Severance by Ling Ma

Severance by [Ma, Ling]Ling Ma's Severance is narrated by Candace Chen, a millennial living in New York as the world succumbs to an epidemic of Shen Fever, a disease from China spread by fungal spores which cause sufferers to descend into a sort of trance and repeat in their final days the meaningless routines that linger in their memory: "they could operate the mouse of a dead PC, they could still drive stick in a jacked sedan, they could run an empty dishwasher, they could water dead houseplants."

The fevered are essentially harmless, so this isn't a zombie apocalypse horror story - it's a quiet, thoughtful novel in which the real threat comes not from the fevered but the survivors, who, in the case of the group Candace joins, predictably descend into cultish behaviours that can only end in trouble.

The post-apocalyptic storyline, however, is really only a small part of the book. Interwoven with Candace's experiences after Shen Fever strikes is the story of her relationship with her parents, their move from Fuzhou, China to Utah, and her years living in New York after graduating. In New York she abandons her ambitions to become a photographer and takes a job working in production for Spectra, a firm of publishers. Candace works in the Bible department, doing a job so routine that it sees her plagued by recurring dreams of inadequate paper stock crumpling in printing presses. Candace is oddly comforted by the routine of her job, despite the dubious ethics of sourcing suppliers in China whose staff work in appalling, often dangerous conditions, dying of diseases caused by precious stone processing so that her employer can produce the 'Gemstone Bible', aimed at American teenage girls in the Bible Belt and sold with a semi-precious charm attached.

Candace, perhaps partly because of her immigrant roots, is nagged by a slight sense of otherness, and is curiously detached from the world around her - I don't think it's an accident that her first love is photography, an activity which requires her to observe rather than participate, and yet somehow she also barely notices when the world starts to end around her. However, while she doesn't appear to enjoy her job as such, she is strangely comforted by it, as if its very meaninglessness brings a meaning to her life that's otherwise lacking. When others are leaving New York as Shen Fever takes hold, she continues to turn up to work. Eventually, she's the only employee, continuing to send emails and attempting to schedule production tasks long after the rest of her colleagues have died or fled and Spectra's Chinese suppliers have succumbed to Shen Fever themselves.

Is Candace, perfectly healthy but turning up day after day in an almost empty city to do a job that no longer really exists, much different from the fevered woman she observes in a clothing store, repeatedly folding the same items over and over again as she rots alive? And when her contract is finally over and she decides to leave New York with a group of fellow millennials, armed with "bottled water and exfoliating body wash and iPods and beers and tinted moisturiser" looted from an abandoned WalMart, will she manage to survive in a world without meaning, and avoid succumbing to the deadly Shen Fever which might - just might - be triggered by nostalgia? What might just save Candace, it seems, is her immigrant experience. Candace doesn't feel any real affection for any of the places and things she encounters on her journey across America: for her, the place that triggers those feelings of intense, unnerving nostalgia is her original home city of Fuzhou.

This is a novel of complicated ideas, simply written - but it's also often funny. Candace herself has a detached, observational wit, self-deprecating but never performatively so. It's sad too, imbued with a completely unsentimental melancholy. If you're looking for a post-apocalyptic rollercoaster ride of a novel, this isn't that book, but I loved this understated satire of consumerism, missed opportunities, modern living and the immigrant experience, and would definitely look out for more work by Ling Ma.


• What the task requires: Without including any pictures, reproduce all the lines below word for word.

• Record excerpts:
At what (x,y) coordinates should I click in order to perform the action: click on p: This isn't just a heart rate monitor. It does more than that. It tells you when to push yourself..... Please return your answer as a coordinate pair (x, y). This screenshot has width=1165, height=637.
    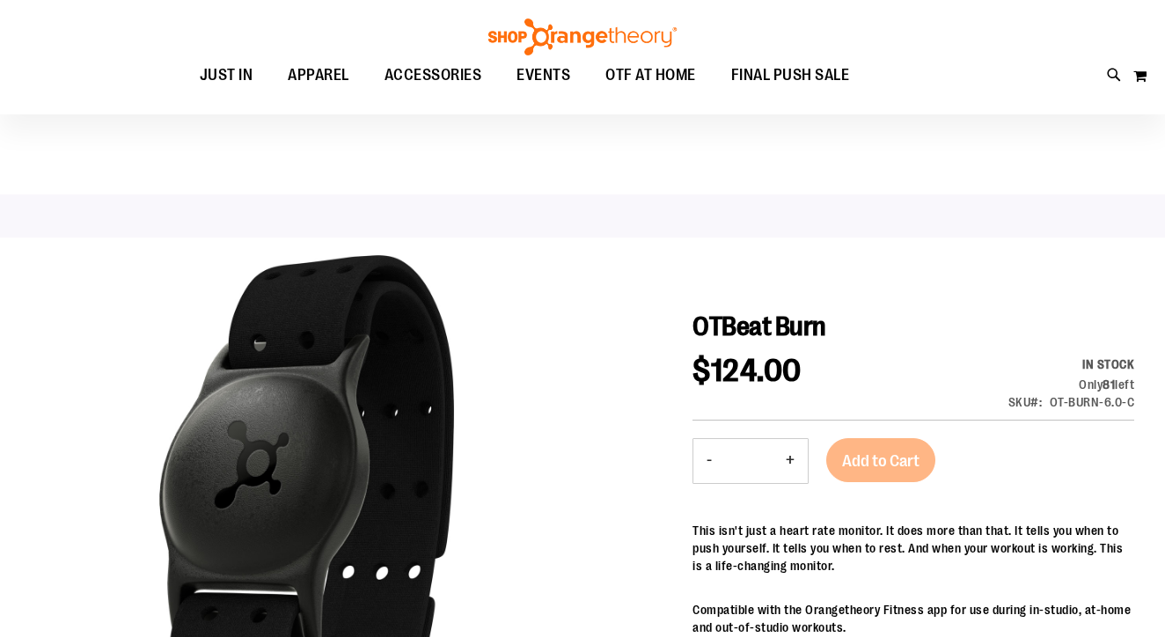
    Looking at the image, I should click on (913, 548).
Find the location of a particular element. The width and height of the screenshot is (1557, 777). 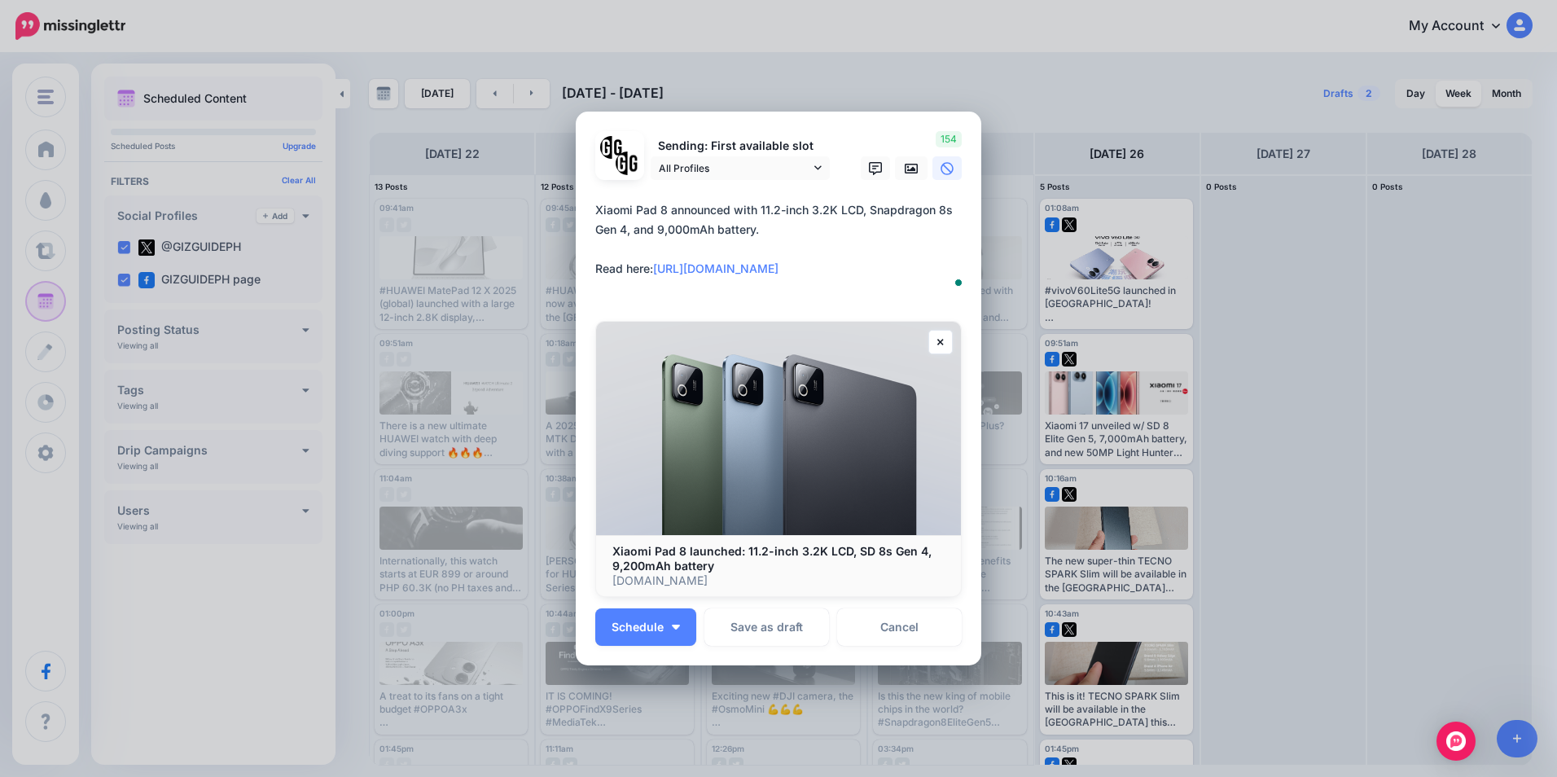

a: Cancel is located at coordinates (899, 627).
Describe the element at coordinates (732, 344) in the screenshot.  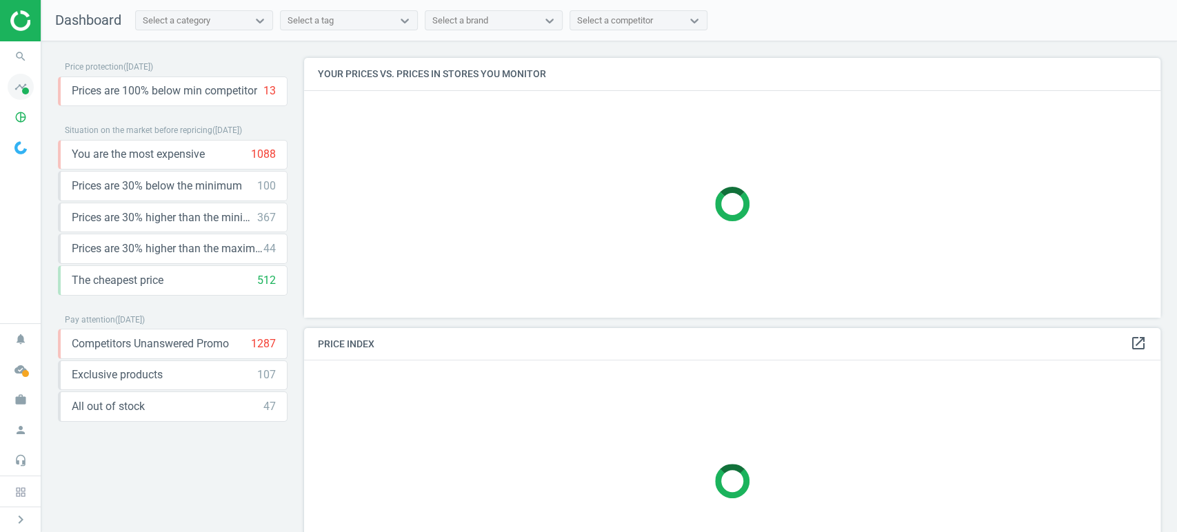
I see `h4: Price Index` at that location.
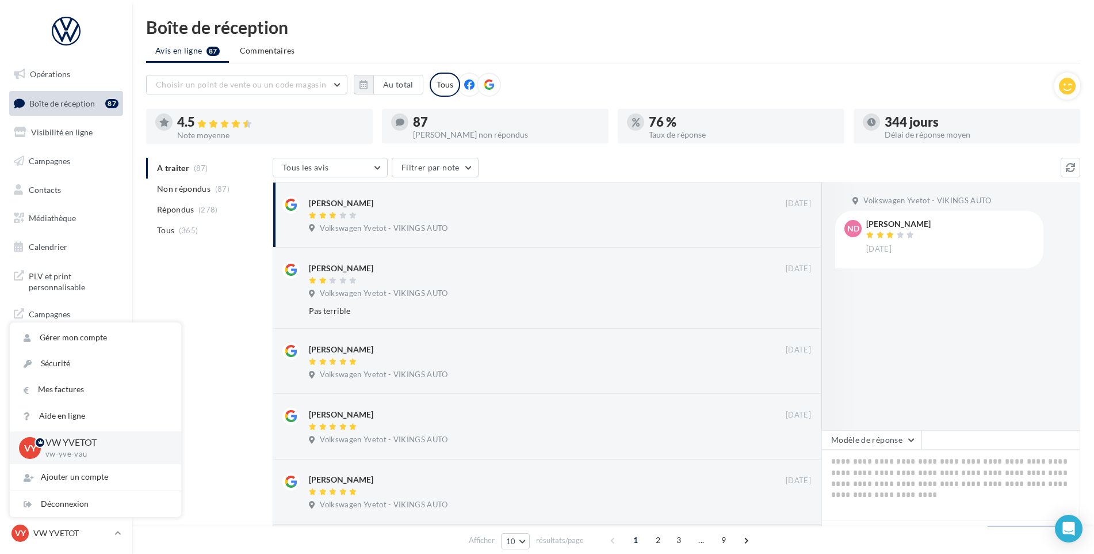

• Answer box:
At what (x,y) coordinates should I click in order to perform the action: click on p: This isn't just a heart rate monitor. It does more than that. It tells you when to push yourself..... Please return your answer as a coordinate pair (x, y). This screenshot has width=1165, height=637.
    Looking at the image, I should click on (913, 548).
Find the location of a particular element. The width and height of the screenshot is (1557, 777). 

a: Cancel is located at coordinates (899, 627).
Describe the element at coordinates (732, 344) in the screenshot.  
I see `h4: Price Index` at that location.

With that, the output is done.